Play the tutorials first, then play Pickett's Charge.  This scenario allows you to put yourself in the place of Confederate General Robert E. Lee on the third day of the Battle of Gettysburg.  Good luck, I hope you do better than he did!

Tuesday, May 3, 2011

Breaking News: Osama Bin Laden Dead

Today you should begin by going to the News Hour Video widget on the right column of this blog.  Click on the news story "President Obama announced death of Osama Bin Laden".  First, watch the video, then read the summary, and finally answer the questions on a Google doc and share with me.


Part 2:
Copy the fill in the blanks below to a Google Doc.  You will need the New York Times article to find the answers.  When you have filled in all of the blanks, share with me.
NY Times Article



Osama bin Laden was a son of the Saudi elite whose radical, violent campaign to recreate a seventh-century Muslim empire redefined the threat of _________ for the 21st century.
With the attacks on the World Trade Center and the Pentagon on _________, Bin Laden was elevated to the realm of evil in the American imagination once reserved for dictators like _________ and Stalin. He was a new national enemy, his face on wanted posters, gloating on videotapes, taunting the United States and Western _________.
He was killed on May 1, 2011 by American military and C.I.A. operatives who tracked him to a compound in _________ and shot him during a firefight.
President Obama announced the death in a late-night televised address to the nation. “_________ has been done,” he declared.
The United States had been trying to kill or capture Bin Laden since it launched an invasion of _________ in November 2001. The next month, he escaped from American and Afghan troops at an Afghan mountain redoubt called _________, near the border with Pakistan.
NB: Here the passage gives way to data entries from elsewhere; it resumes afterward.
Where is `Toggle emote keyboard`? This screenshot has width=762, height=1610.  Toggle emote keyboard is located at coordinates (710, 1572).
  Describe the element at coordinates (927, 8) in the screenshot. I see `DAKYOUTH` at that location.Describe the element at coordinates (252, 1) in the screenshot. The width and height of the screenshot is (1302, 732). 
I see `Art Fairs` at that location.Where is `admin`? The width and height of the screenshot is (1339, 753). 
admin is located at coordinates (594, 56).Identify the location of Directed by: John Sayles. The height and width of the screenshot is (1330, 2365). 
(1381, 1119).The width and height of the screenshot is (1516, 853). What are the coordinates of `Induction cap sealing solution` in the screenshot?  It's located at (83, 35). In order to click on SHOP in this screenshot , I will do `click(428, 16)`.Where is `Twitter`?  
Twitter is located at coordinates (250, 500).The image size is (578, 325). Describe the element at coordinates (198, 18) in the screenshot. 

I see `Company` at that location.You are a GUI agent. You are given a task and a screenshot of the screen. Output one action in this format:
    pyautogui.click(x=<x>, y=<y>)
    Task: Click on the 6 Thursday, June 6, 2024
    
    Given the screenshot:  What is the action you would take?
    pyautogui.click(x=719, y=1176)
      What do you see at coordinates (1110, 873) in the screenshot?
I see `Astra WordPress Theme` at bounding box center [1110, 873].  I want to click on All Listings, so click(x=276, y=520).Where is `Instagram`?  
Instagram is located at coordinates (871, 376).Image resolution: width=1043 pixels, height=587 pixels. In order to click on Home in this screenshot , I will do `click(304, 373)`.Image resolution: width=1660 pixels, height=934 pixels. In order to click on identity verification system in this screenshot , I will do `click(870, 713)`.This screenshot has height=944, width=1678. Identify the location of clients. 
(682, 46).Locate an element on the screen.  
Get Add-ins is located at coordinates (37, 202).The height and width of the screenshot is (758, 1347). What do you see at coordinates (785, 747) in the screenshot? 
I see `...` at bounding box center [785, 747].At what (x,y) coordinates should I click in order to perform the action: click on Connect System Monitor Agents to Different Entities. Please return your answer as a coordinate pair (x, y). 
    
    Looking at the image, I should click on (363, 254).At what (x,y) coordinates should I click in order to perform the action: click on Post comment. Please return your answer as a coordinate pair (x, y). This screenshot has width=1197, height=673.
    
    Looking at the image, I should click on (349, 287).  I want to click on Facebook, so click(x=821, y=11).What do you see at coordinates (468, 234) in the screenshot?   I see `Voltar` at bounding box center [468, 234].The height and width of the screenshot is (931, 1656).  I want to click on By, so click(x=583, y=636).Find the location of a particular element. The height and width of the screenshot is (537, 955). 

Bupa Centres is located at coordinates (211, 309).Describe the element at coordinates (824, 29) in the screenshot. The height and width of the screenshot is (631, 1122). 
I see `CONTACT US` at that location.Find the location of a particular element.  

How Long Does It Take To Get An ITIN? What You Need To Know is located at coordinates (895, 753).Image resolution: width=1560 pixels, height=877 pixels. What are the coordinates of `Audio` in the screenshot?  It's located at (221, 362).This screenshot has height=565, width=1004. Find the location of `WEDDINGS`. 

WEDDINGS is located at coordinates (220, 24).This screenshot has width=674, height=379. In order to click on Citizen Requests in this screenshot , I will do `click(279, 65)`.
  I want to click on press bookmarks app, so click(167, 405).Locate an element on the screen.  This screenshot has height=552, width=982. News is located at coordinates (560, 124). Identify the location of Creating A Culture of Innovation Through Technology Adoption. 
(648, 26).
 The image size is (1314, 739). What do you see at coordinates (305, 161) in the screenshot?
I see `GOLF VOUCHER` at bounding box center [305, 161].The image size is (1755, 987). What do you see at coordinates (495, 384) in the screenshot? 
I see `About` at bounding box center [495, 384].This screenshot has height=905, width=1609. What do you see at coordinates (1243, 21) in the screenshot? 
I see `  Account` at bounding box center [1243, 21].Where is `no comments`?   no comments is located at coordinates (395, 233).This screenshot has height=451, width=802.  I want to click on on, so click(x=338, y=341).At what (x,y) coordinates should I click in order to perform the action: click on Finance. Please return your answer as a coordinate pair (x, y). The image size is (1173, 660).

For more than nine years afterward, he remained an _________, shadowy figure frustratingly beyond the grasp of his pursuers and thought to be hiding somewhere in Pakistan and plotting new _________.
When he was hunted down, Bin Laden was killed not in Pakistan’s remote tribal area, where he was long rumored to have taken refuge, but rather in in the city of Abbottadad, about an hour’s drive drive north of the Pakistani capital, _________, raising new questions about whether the Pakistani intelligence services had played a role in _________ him.
Long before the Sept. 11th attacks, Bin Laden had become a _________ in much of the Islamic world, as much a myth as a man — what a longtime C.I.A. officer called “the North Star” of global terrorism. He had united disparate militant groups, from Egypt to Chechnya, from Yemen to the Philippines, under the banner of _________ and his ideal of a borderless brotherhood of radical _________.
After the attacks, the name of Al Qaeda and the fame of Bin Laden spread like a 21st-century political plague. Groups calling themselves Al Qaeda, or acting in the name of its _________, attacked American troops in Iraq, bombed tourist spots in _________ and blew up passenger trains in _________.
To the day of his death, the precise reach of his power remained _________: how many members Al Qaeda could truly count on; how many countries its cells had penetrated; and whether, as Bin Laden boasted, he sought to arm Al Qaeda with chemical, biological and _________ weapons.
Still, the most devastating blow to Al Qaeda may not be the death of its founder, but its sudden slide toward irrelevance as the _________ of the Arab world took to the streets in early 2011 to push for _________, not the Islamic caliphate that was Bin Laden’s goal.

Monday, May 2, 2011

Civil War Scavenger Hunt

Go to the following site to complete a scavenger hunt:        
Scavenger Hunt

When finished play these Java Games for Civil War Vocabulary:
Vocabulary

Finished early?  Go to the News Hour Video Widget on the right of the blog, watch President Obama's speech on the death of Osama Bin Laden.  Read the article that follows.